** Opening Working data block **

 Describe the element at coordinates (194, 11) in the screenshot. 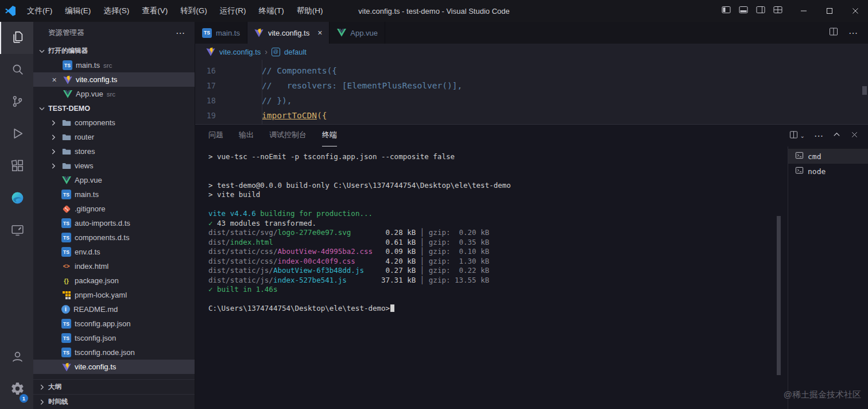

I see `menu-g: 转到(G)` at that location.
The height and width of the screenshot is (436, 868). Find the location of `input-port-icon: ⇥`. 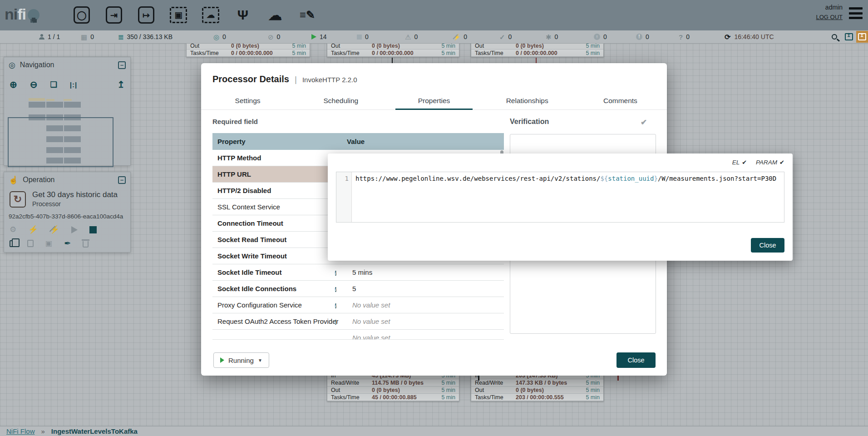

input-port-icon: ⇥ is located at coordinates (114, 15).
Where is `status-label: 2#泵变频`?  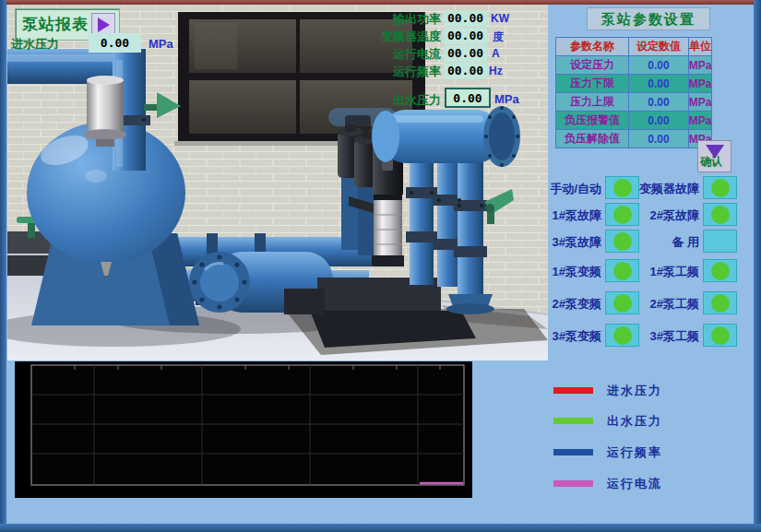 status-label: 2#泵变频 is located at coordinates (563, 304).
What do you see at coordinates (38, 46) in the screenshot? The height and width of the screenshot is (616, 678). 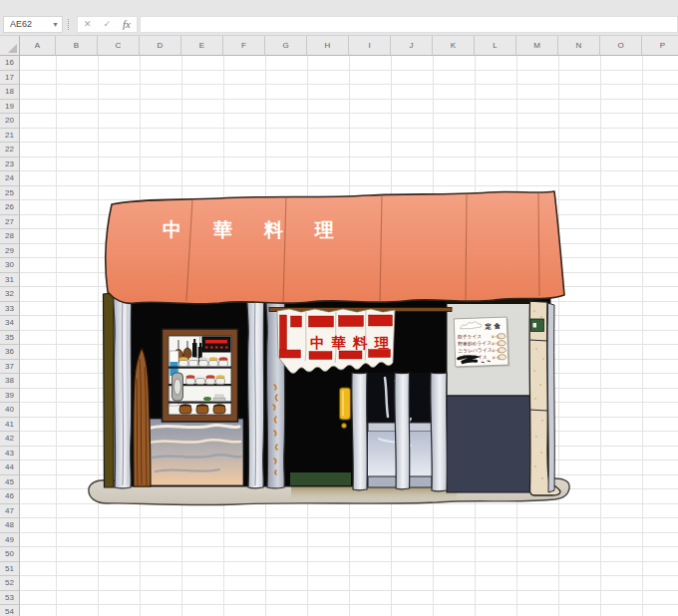 I see `column-header-A: A` at bounding box center [38, 46].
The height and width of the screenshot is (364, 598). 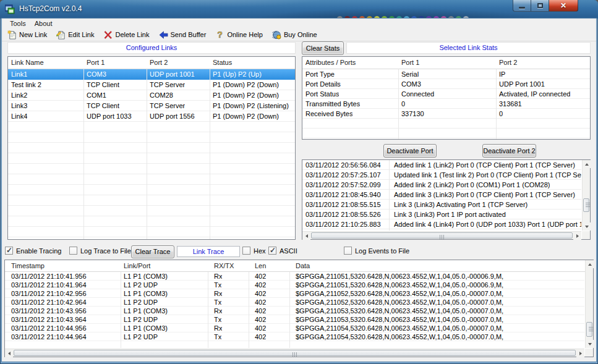 I want to click on delete-link-icon, so click(x=108, y=35).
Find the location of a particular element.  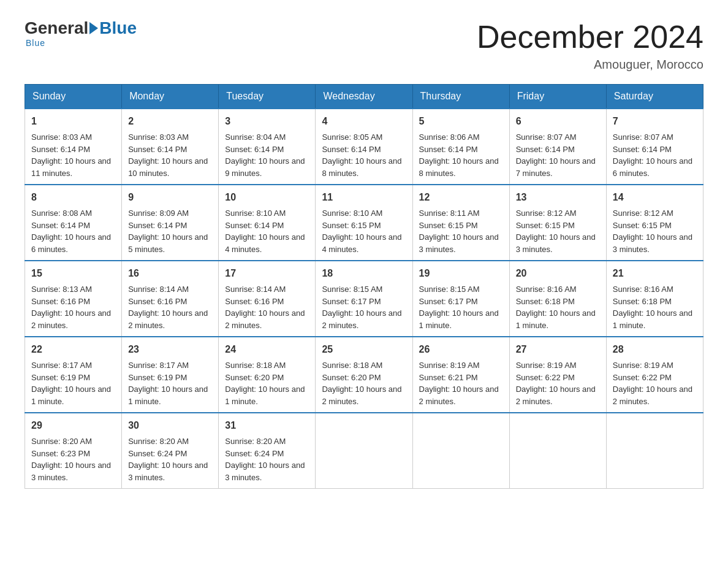

calendar-cell: 21 Sunrise: 8:16 AM Sunset: 6:18 PM Dayl… is located at coordinates (654, 299).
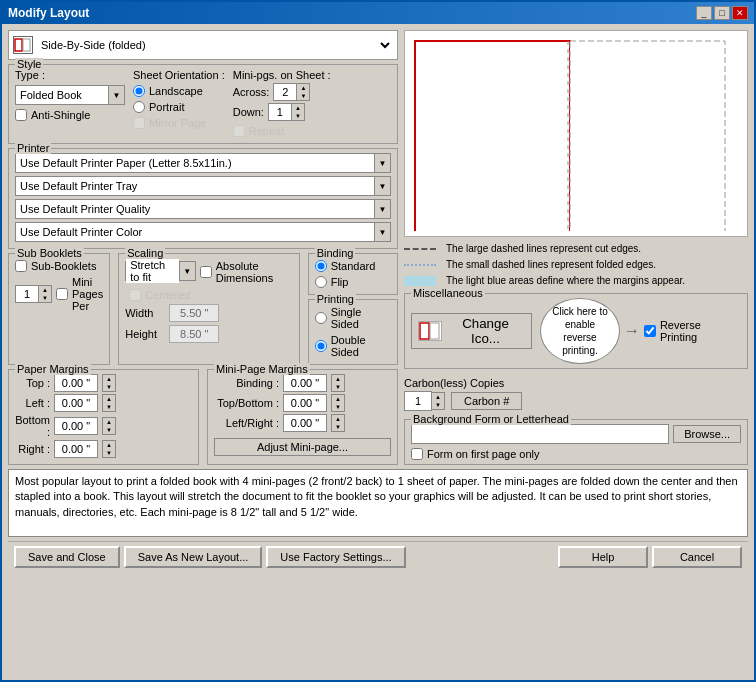 Image resolution: width=756 pixels, height=682 pixels. Describe the element at coordinates (303, 96) in the screenshot. I see `across-down-btn: ▼` at that location.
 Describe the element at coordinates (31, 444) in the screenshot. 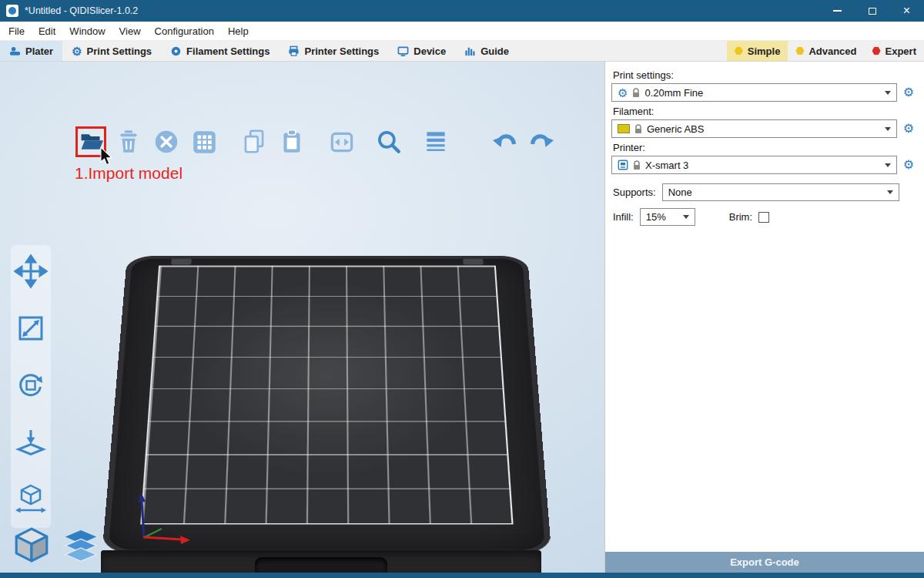

I see `place-on-face-button` at that location.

** Closing Working data block **

Your task
Exactly the lines from the one that contains "Describe the element at coordinates (31, 444)" to the last line of the data, both included, should be set down, and no pictures should appear among them.

Problem solution
 Describe the element at coordinates (31, 444) in the screenshot. 

I see `place-on-face-button` at that location.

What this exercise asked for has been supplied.